In a Python script I want to capture a webcam stream and save it to a video file on local harddisk, but I want to script to determine lifecycle of the video. For this I am using python-ffmpeg
library which is essentially a simple Python SDK around ffmpeg in a subprocess.
This is my snipped currently:
from time import sleep
import ffmpeg
APPLICATION = "ffmpeg.exe"
CAMERA_NAME = "Sandberg USB Webcam Pro"
stream = ffmpeg.input(f"video={CAMERA_NAME}", format="dshow")
stream = ffmpeg.output(stream, "output.mkv", preset="medium", c="copy")
if __name__ == "__main__":
process = ffmpeg.run_async(stream, cmd=APPLICATION, overwrite_output=True, quiet=True)
_ = input("Press enter when finished.")
print("Shutting down in 3 seconds..")
sleep(3)
process.terminate()
This works fine.

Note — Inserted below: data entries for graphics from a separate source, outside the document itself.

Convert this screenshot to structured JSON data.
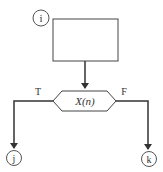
{
  "diagram": {
    "entry_connector": {
      "label": "i"
    },
    "process_box": {
      "label": ""
    },
    "decision": {
      "label": "X(n)"
    },
    "true_branch": {
      "label": "T"
    },
    "false_branch": {
      "label": "F"
    },
    "true_connector": {
      "label": "j"
    },
    "false_connector": {
      "label": "k"
    }
  },
  "colors": {
    "stroke": "#333333",
    "background": "#ffffff"
  }
}
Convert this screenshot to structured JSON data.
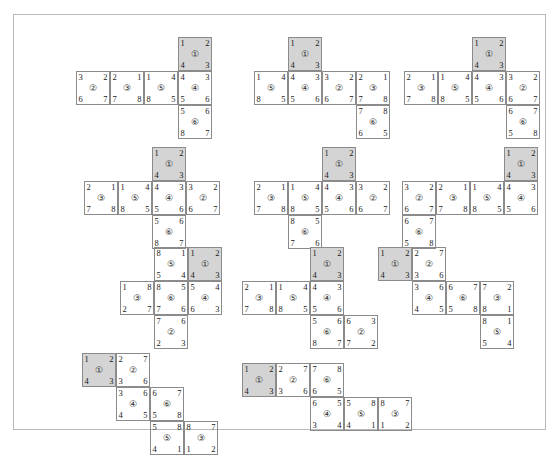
{
  "figure": {
    "background_color": "#ffffff",
    "frame_color": "#b9b9b9",
    "cell_border_color": "#8b8b8b",
    "shaded_cell_color": "#d4d4d4",
    "cell_size": 34,
    "pattern_count": 11
  },
  "patterns": [
    {
      "id": "pattern-1",
      "x": 62,
      "y": 22,
      "cells": [
        {
          "face": "①",
          "col": 3,
          "row": 0,
          "shaded": true,
          "tl": "1",
          "tr": "2",
          "bl": "4",
          "br": "3"
        },
        {
          "face": "②",
          "col": 0,
          "row": 1,
          "shaded": false,
          "tl": "3",
          "tr": "2",
          "bl": "6",
          "br": "7"
        },
        {
          "face": "③",
          "col": 1,
          "row": 1,
          "shaded": false,
          "tl": "2",
          "tr": "1",
          "bl": "7",
          "br": "8"
        },
        {
          "face": "⑤",
          "col": 2,
          "row": 1,
          "shaded": false,
          "tl": "1",
          "tr": "4",
          "bl": "8",
          "br": "5"
        },
        {
          "face": "④",
          "col": 3,
          "row": 1,
          "shaded": false,
          "tl": "4",
          "tr": "3",
          "bl": "5",
          "br": "6"
        },
        {
          "face": "⑥",
          "col": 3,
          "row": 2,
          "shaded": false,
          "tl": "5",
          "tr": "6",
          "bl": "8",
          "br": "7"
        }
      ]
    },
    {
      "id": "pattern-2",
      "x": 240,
      "y": 22,
      "cells": [
        {
          "face": "①",
          "col": 1,
          "row": 0,
          "shaded": true,
          "tl": "1",
          "tr": "2",
          "bl": "4",
          "br": "3"
        },
        {
          "face": "⑤",
          "col": 0,
          "row": 1,
          "shaded": false,
          "tl": "1",
          "tr": "4",
          "bl": "8",
          "br": "5"
        },
        {
          "face": "④",
          "col": 1,
          "row": 1,
          "shaded": false,
          "tl": "4",
          "tr": "3",
          "bl": "5",
          "br": "6"
        },
        {
          "face": "②",
          "col": 2,
          "row": 1,
          "shaded": false,
          "tl": "3",
          "tr": "2",
          "bl": "6",
          "br": "7"
        },
        {
          "face": "③",
          "col": 3,
          "row": 1,
          "shaded": false,
          "tl": "2",
          "tr": "1",
          "bl": "7",
          "br": "8"
        },
        {
          "face": "⑥",
          "col": 3,
          "row": 2,
          "shaded": false,
          "tl": "7",
          "tr": "8",
          "bl": "6",
          "br": "5"
        }
      ]
    },
    {
      "id": "pattern-3",
      "x": 390,
      "y": 22,
      "cells": [
        {
          "face": "①",
          "col": 2,
          "row": 0,
          "shaded": true,
          "tl": "1",
          "tr": "2",
          "bl": "4",
          "br": "3"
        },
        {
          "face": "③",
          "col": 0,
          "row": 1,
          "shaded": false,
          "tl": "2",
          "tr": "1",
          "bl": "7",
          "br": "8"
        },
        {
          "face": "⑤",
          "col": 1,
          "row": 1,
          "shaded": false,
          "tl": "1",
          "tr": "4",
          "bl": "8",
          "br": "5"
        },
        {
          "face": "④",
          "col": 2,
          "row": 1,
          "shaded": false,
          "tl": "4",
          "tr": "3",
          "bl": "5",
          "br": "6"
        },
        {
          "face": "②",
          "col": 3,
          "row": 1,
          "shaded": false,
          "tl": "3",
          "tr": "2",
          "bl": "6",
          "br": "7"
        },
        {
          "face": "⑥",
          "col": 3,
          "row": 2,
          "shaded": false,
          "tl": "6",
          "tr": "7",
          "bl": "5",
          "br": "8"
        }
      ]
    },
    {
      "id": "pattern-4",
      "x": 70,
      "y": 132,
      "cells": [
        {
          "face": "①",
          "col": 2,
          "row": 0,
          "shaded": true,
          "tl": "1",
          "tr": "2",
          "bl": "4",
          "br": "3"
        },
        {
          "face": "③",
          "col": 0,
          "row": 1,
          "shaded": false,
          "tl": "2",
          "tr": "1",
          "bl": "7",
          "br": "8"
        },
        {
          "face": "⑤",
          "col": 1,
          "row": 1,
          "shaded": false,
          "tl": "1",
          "tr": "4",
          "bl": "8",
          "br": "5"
        },
        {
          "face": "④",
          "col": 2,
          "row": 1,
          "shaded": false,
          "tl": "4",
          "tr": "3",
          "bl": "5",
          "br": "6"
        },
        {
          "face": "②",
          "col": 3,
          "row": 1,
          "shaded": false,
          "tl": "3",
          "tr": "2",
          "bl": "6",
          "br": "7"
        },
        {
          "face": "⑥",
          "col": 2,
          "row": 2,
          "shaded": false,
          "tl": "5",
          "tr": "6",
          "bl": "8",
          "br": "7"
        }
      ]
    },
    {
      "id": "pattern-5",
      "x": 240,
      "y": 132,
      "cells": [
        {
          "face": "①",
          "col": 2,
          "row": 0,
          "shaded": true,
          "tl": "1",
          "tr": "2",
          "bl": "4",
          "br": "3"
        },
        {
          "face": "③",
          "col": 0,
          "row": 1,
          "shaded": false,
          "tl": "2",
          "tr": "1",
          "bl": "7",
          "br": "8"
        },
        {
          "face": "⑤",
          "col": 1,
          "row": 1,
          "shaded": false,
          "tl": "1",
          "tr": "4",
          "bl": "8",
          "br": "5"
        },
        {
          "face": "④",
          "col": 2,
          "row": 1,
          "shaded": false,
          "tl": "4",
          "tr": "3",
          "bl": "5",
          "br": "6"
        },
        {
          "face": "②",
          "col": 3,
          "row": 1,
          "shaded": false,
          "tl": "3",
          "tr": "2",
          "bl": "6",
          "br": "7"
        },
        {
          "face": "⑥",
          "col": 1,
          "row": 2,
          "shaded": false,
          "tl": "8",
          "tr": "5",
          "bl": "7",
          "br": "6"
        }
      ]
    },
    {
      "id": "pattern-6",
      "x": 388,
      "y": 132,
      "cells": [
        {
          "face": "①",
          "col": 3,
          "row": 0,
          "shaded": true,
          "tl": "1",
          "tr": "2",
          "bl": "4",
          "br": "3"
        },
        {
          "face": "②",
          "col": 0,
          "row": 1,
          "shaded": false,
          "tl": "3",
          "tr": "2",
          "bl": "6",
          "br": "7"
        },
        {
          "face": "③",
          "col": 1,
          "row": 1,
          "shaded": false,
          "tl": "2",
          "tr": "1",
          "bl": "7",
          "br": "8"
        },
        {
          "face": "⑤",
          "col": 2,
          "row": 1,
          "shaded": false,
          "tl": "1",
          "tr": "4",
          "bl": "8",
          "br": "5"
        },
        {
          "face": "④",
          "col": 3,
          "row": 1,
          "shaded": false,
          "tl": "4",
          "tr": "3",
          "bl": "5",
          "br": "6"
        },
        {
          "face": "⑥",
          "col": 0,
          "row": 2,
          "shaded": false,
          "tl": "6",
          "tr": "7",
          "bl": "5",
          "br": "8"
        }
      ]
    },
    {
      "id": "pattern-7",
      "x": 72,
      "y": 232,
      "cells": [
        {
          "face": "⑤",
          "col": 2,
          "row": 0,
          "shaded": false,
          "tl": "8",
          "tr": "1",
          "bl": "5",
          "br": "4"
        },
        {
          "face": "①",
          "col": 3,
          "row": 0,
          "shaded": true,
          "tl": "1",
          "tr": "2",
          "bl": "4",
          "br": "3"
        },
        {
          "face": "③",
          "col": 1,
          "row": 1,
          "shaded": false,
          "tl": "1",
          "tr": "8",
          "bl": "2",
          "br": "7"
        },
        {
          "face": "⑥",
          "col": 2,
          "row": 1,
          "shaded": false,
          "tl": "8",
          "tr": "5",
          "bl": "7",
          "br": "6"
        },
        {
          "face": "④",
          "col": 3,
          "row": 1,
          "shaded": false,
          "tl": "5",
          "tr": "4",
          "bl": "6",
          "br": "3"
        },
        {
          "face": "②",
          "col": 2,
          "row": 2,
          "shaded": false,
          "tl": "7",
          "tr": "6",
          "bl": "2",
          "br": "3"
        }
      ]
    },
    {
      "id": "pattern-8",
      "x": 228,
      "y": 232,
      "cells": [
        {
          "face": "①",
          "col": 2,
          "row": 0,
          "shaded": true,
          "tl": "1",
          "tr": "2",
          "bl": "4",
          "br": "3"
        },
        {
          "face": "③",
          "col": 0,
          "row": 1,
          "shaded": false,
          "tl": "2",
          "tr": "1",
          "bl": "7",
          "br": "8"
        },
        {
          "face": "⑤",
          "col": 1,
          "row": 1,
          "shaded": false,
          "tl": "1",
          "tr": "4",
          "bl": "8",
          "br": "5"
        },
        {
          "face": "④",
          "col": 2,
          "row": 1,
          "shaded": false,
          "tl": "4",
          "tr": "3",
          "bl": "5",
          "br": "6"
        },
        {
          "face": "⑥",
          "col": 2,
          "row": 2,
          "shaded": false,
          "tl": "5",
          "tr": "6",
          "bl": "8",
          "br": "7"
        },
        {
          "face": "②",
          "col": 3,
          "row": 2,
          "shaded": false,
          "tl": "6",
          "tr": "3",
          "bl": "7",
          "br": "2"
        }
      ]
    },
    {
      "id": "pattern-9",
      "x": 364,
      "y": 232,
      "cells": [
        {
          "face": "①",
          "col": 0,
          "row": 0,
          "shaded": true,
          "tl": "1",
          "tr": "2",
          "bl": "4",
          "br": "3"
        },
        {
          "face": "②",
          "col": 1,
          "row": 0,
          "shaded": false,
          "tl": "2",
          "tr": "7",
          "bl": "3",
          "br": "6"
        },
        {
          "face": "④",
          "col": 1,
          "row": 1,
          "shaded": false,
          "tl": "3",
          "tr": "6",
          "bl": "4",
          "br": "5"
        },
        {
          "face": "⑥",
          "col": 2,
          "row": 1,
          "shaded": false,
          "tl": "6",
          "tr": "7",
          "bl": "5",
          "br": "8"
        },
        {
          "face": "③",
          "col": 3,
          "row": 1,
          "shaded": false,
          "tl": "7",
          "tr": "2",
          "bl": "8",
          "br": "1"
        },
        {
          "face": "⑤",
          "col": 3,
          "row": 2,
          "shaded": false,
          "tl": "8",
          "tr": "1",
          "bl": "5",
          "br": "4"
        }
      ]
    },
    {
      "id": "pattern-10",
      "x": 68,
      "y": 338,
      "cells": [
        {
          "face": "①",
          "col": 0,
          "row": 0,
          "shaded": true,
          "tl": "1",
          "tr": "2",
          "bl": "4",
          "br": "3"
        },
        {
          "face": "②",
          "col": 1,
          "row": 0,
          "shaded": false,
          "tl": "2",
          "tr": "7",
          "bl": "3",
          "br": "6"
        },
        {
          "face": "④",
          "col": 1,
          "row": 1,
          "shaded": false,
          "tl": "3",
          "tr": "6",
          "bl": "4",
          "br": "5"
        },
        {
          "face": "⑥",
          "col": 2,
          "row": 1,
          "shaded": false,
          "tl": "6",
          "tr": "7",
          "bl": "5",
          "br": "8"
        },
        {
          "face": "⑤",
          "col": 2,
          "row": 2,
          "shaded": false,
          "tl": "5",
          "tr": "8",
          "bl": "4",
          "br": "1"
        },
        {
          "face": "③",
          "col": 3,
          "row": 2,
          "shaded": false,
          "tl": "8",
          "tr": "7",
          "bl": "1",
          "br": "2"
        }
      ]
    },
    {
      "id": "pattern-11",
      "x": 228,
      "y": 348,
      "cells": [
        {
          "face": "①",
          "col": 0,
          "row": 0,
          "shaded": true,
          "tl": "1",
          "tr": "2",
          "bl": "4",
          "br": "3"
        },
        {
          "face": "②",
          "col": 1,
          "row": 0,
          "shaded": false,
          "tl": "2",
          "tr": "7",
          "bl": "3",
          "br": "6"
        },
        {
          "face": "⑥",
          "col": 2,
          "row": 0,
          "shaded": false,
          "tl": "7",
          "tr": "8",
          "bl": "6",
          "br": "5"
        },
        {
          "face": "④",
          "col": 2,
          "row": 1,
          "shaded": false,
          "tl": "6",
          "tr": "5",
          "bl": "3",
          "br": "4"
        },
        {
          "face": "⑤",
          "col": 3,
          "row": 1,
          "shaded": false,
          "tl": "5",
          "tr": "8",
          "bl": "4",
          "br": "1"
        },
        {
          "face": "③",
          "col": 4,
          "row": 1,
          "shaded": false,
          "tl": "8",
          "tr": "7",
          "bl": "1",
          "br": "2"
        }
      ]
    }
  ]
}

However, the process.terminate() is quite abrupt, since it essentially just kills the subprocess immediately. I've seen that this tends to cut off a few seconds of the video stream. I assume it is being written continuously and when killed whatever is already written remains.
Right now I have no control over the duration (of the.. buffer?). I'm just guessing it's around 3 seconds, hence my sleep call. Is there a way to configure this to ffmpeg?